These Robot Spiders Could Someday Build a Death Star in Space
Thanks to a NASA-funded project to use spider-like drones as in-space construction workers, the day of building a real-life Death Star could be approaching.
SpiderFab, a technology developed by Washington state-based technology firm Tethers Unlimited, uses a 3-D-printing robot to fabricate carbon-fiber construction pieces, like structural tubing and walls, and then bond the elements together.
Basically, it's a one-robot construction crew, able to produce everything needed to create a finished product using only carbon fiber and its arachnid-like arms. One arm, built with a fabricating "spinneret," makes the raw pieces which the other arms fuse together to create trusses, crawling around the structure to create a carbon-fiber web.
The applications: While Robert Hoyt, Tethers Unlimited's CEO, says SpiderFab could be used for building smaller elements like radio antennas and solar elements, the possibilities for creating real, sustainable living options (like a Death Star) are the most promising — and may be the most compelling for NASA's further explorations in space.
"Our really long-team objective for all of this work is to eventually enable the use of in-site resources to construct the infrastructure in space needed to support humanity's expansion throughout the solar system," Hoyt said during a presentation with NASA's Future In-Space Operations group, according to Space.com.
The problem with our current method of getting things into space, whether it's something as small as a CubeSat or large inflatable spacecraft used for settling alien planets, is that they need to be attached to some sort of launcher. The larger the object, the more powerful the launcher needs to be. It was only this year that a rocket large enough to get us to Mars — a pretty nearby destination, considering the size of the solar system — was put through its paces.
"It's a very expensive and time-consuming process, and also the size of systems is somewhat limited by the size of the deployables that are possible to fold up and fit within a launch shroud," Hoyt said, according to Space.com.
His simple example of the technology's use is a "starshade," a giant structure that blocks the glare of stars so in-orbit telescopes can capture clearer pictures of planets and determine if they're habitable.
But as technology starts to catch up to science fiction, considering what could be built without size restrictions opens up a lot of "what ifs." In 2012, a group of Lehigh University economics students took a theoretical look at what it would actually take, in resources both monetary and elemental, to build the Galactic Empire's greatest super-weapon, not out of steel, but with carbon fiber, the building block of all SpiderFab construction.
Without the need to launch a sphere 140 kilometers in diameter from the surface, through the atmosphere and into orbit, the only real requirement for what a SpiderFab bot can build is how much carbon fiber can be launched to the robots — which is undoubtedly less than the 1.08x10^15 (or 1,080,000,000,000,000) tons of steel the Lehigh students estimated was needed.
Since the threat of hostile alien life isn't quite the global space community's major concern (yet), it's probably safe to say the first mega-complex built in space would be a station to orbit a planet, and not a massive, Sith-corrupted killing machine. But with the ability to build objects uninhibited by size restrictions, there's no reason the next off-world habitat couldn't be a massive, floating sphere, carrying an interstellar community bent on exploring the solar system.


WHAT THIS TASK INVOLVES.
Whether an entry is long or short, retype it exactly.

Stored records
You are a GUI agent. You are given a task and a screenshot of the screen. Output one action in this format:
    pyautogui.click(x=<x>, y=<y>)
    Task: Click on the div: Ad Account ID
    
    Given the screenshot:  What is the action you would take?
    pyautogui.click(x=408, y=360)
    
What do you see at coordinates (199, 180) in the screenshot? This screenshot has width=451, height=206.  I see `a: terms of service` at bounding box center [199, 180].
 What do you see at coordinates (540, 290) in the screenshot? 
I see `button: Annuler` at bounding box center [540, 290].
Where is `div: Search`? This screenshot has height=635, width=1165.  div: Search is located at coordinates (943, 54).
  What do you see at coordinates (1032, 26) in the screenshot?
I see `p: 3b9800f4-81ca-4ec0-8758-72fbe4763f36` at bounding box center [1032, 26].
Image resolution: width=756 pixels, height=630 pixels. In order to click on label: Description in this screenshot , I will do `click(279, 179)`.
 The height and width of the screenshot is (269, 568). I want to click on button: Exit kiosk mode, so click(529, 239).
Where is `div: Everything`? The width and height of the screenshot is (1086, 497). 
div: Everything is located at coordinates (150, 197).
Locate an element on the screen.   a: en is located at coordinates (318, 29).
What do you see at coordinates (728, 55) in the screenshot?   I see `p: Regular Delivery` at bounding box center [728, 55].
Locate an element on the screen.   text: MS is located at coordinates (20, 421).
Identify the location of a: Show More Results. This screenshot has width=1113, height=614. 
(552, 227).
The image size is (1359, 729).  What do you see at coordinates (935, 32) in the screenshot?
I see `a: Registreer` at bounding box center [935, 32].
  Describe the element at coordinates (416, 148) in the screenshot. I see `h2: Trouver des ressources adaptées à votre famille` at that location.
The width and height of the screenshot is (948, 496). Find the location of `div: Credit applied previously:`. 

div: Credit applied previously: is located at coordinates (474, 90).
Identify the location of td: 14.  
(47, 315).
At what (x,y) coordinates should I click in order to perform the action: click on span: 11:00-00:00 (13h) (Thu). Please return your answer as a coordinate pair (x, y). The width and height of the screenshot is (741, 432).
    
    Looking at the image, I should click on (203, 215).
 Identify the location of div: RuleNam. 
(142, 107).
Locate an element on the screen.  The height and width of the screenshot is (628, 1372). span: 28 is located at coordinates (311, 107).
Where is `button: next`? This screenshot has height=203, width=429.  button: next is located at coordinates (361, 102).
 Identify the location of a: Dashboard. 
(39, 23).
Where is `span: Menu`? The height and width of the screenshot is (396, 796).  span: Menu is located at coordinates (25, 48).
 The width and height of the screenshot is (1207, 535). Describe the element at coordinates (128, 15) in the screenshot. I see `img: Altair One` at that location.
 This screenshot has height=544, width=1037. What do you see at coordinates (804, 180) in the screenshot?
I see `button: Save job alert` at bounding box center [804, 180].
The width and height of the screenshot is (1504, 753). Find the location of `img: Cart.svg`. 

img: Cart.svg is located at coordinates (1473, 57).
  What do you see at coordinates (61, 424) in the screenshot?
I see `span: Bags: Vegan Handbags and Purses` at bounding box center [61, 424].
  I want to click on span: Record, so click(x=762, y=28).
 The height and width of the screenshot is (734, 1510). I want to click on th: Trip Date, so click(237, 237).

RESULT.
You are a GUI agent. You are given a task and a screenshot of the screen. Output one action in this format:
    pyautogui.click(x=<x>, y=<y>)
    Task: Click on the div: Ad Account ID
    
    Given the screenshot:  What is the action you would take?
    pyautogui.click(x=408, y=360)
    
What do you see at coordinates (199, 180) in the screenshot? This screenshot has width=451, height=206.  I see `a: terms of service` at bounding box center [199, 180].
 What do you see at coordinates (540, 290) in the screenshot? 
I see `button: Annuler` at bounding box center [540, 290].
Where is `div: Search`? This screenshot has height=635, width=1165.  div: Search is located at coordinates (943, 54).
  What do you see at coordinates (1032, 26) in the screenshot?
I see `p: 3b9800f4-81ca-4ec0-8758-72fbe4763f36` at bounding box center [1032, 26].
Image resolution: width=756 pixels, height=630 pixels. In order to click on label: Description in this screenshot , I will do `click(279, 179)`.
 The height and width of the screenshot is (269, 568). I want to click on button: Exit kiosk mode, so click(529, 239).
Where is `div: Everything`? The width and height of the screenshot is (1086, 497). 
div: Everything is located at coordinates (150, 197).
Locate an element on the screen.   a: en is located at coordinates (318, 29).
What do you see at coordinates (728, 55) in the screenshot?   I see `p: Regular Delivery` at bounding box center [728, 55].
Locate an element on the screen.   text: MS is located at coordinates (20, 421).
Identify the location of a: Show More Results. This screenshot has width=1113, height=614. 
(552, 227).
The image size is (1359, 729).  What do you see at coordinates (935, 32) in the screenshot?
I see `a: Registreer` at bounding box center [935, 32].
  Describe the element at coordinates (416, 148) in the screenshot. I see `h2: Trouver des ressources adaptées à votre famille` at that location.
The width and height of the screenshot is (948, 496). Find the location of `div: Credit applied previously:`. 

div: Credit applied previously: is located at coordinates (474, 90).
Identify the location of td: 14.  
(47, 315).
At what (x,y) coordinates should I click in order to perform the action: click on span: 11:00-00:00 (13h) (Thu). Please return your answer as a coordinate pair (x, y). The width and height of the screenshot is (741, 432).
    
    Looking at the image, I should click on (203, 215).
 Identify the location of div: RuleNam. 
(142, 107).
Locate an element on the screen.  The height and width of the screenshot is (628, 1372). span: 28 is located at coordinates (311, 107).
Where is `button: next`? This screenshot has height=203, width=429.  button: next is located at coordinates (361, 102).
 Identify the location of a: Dashboard. 
(39, 23).
Where is `span: Menu`? The height and width of the screenshot is (396, 796).  span: Menu is located at coordinates (25, 48).
 The width and height of the screenshot is (1207, 535). Describe the element at coordinates (128, 15) in the screenshot. I see `img: Altair One` at that location.
 This screenshot has height=544, width=1037. What do you see at coordinates (804, 180) in the screenshot?
I see `button: Save job alert` at bounding box center [804, 180].
The width and height of the screenshot is (1504, 753). Find the location of `img: Cart.svg`. 

img: Cart.svg is located at coordinates (1473, 57).
  What do you see at coordinates (61, 424) in the screenshot?
I see `span: Bags: Vegan Handbags and Purses` at bounding box center [61, 424].
  I want to click on span: Record, so click(x=762, y=28).
 The height and width of the screenshot is (734, 1510). I want to click on th: Trip Date, so click(237, 237).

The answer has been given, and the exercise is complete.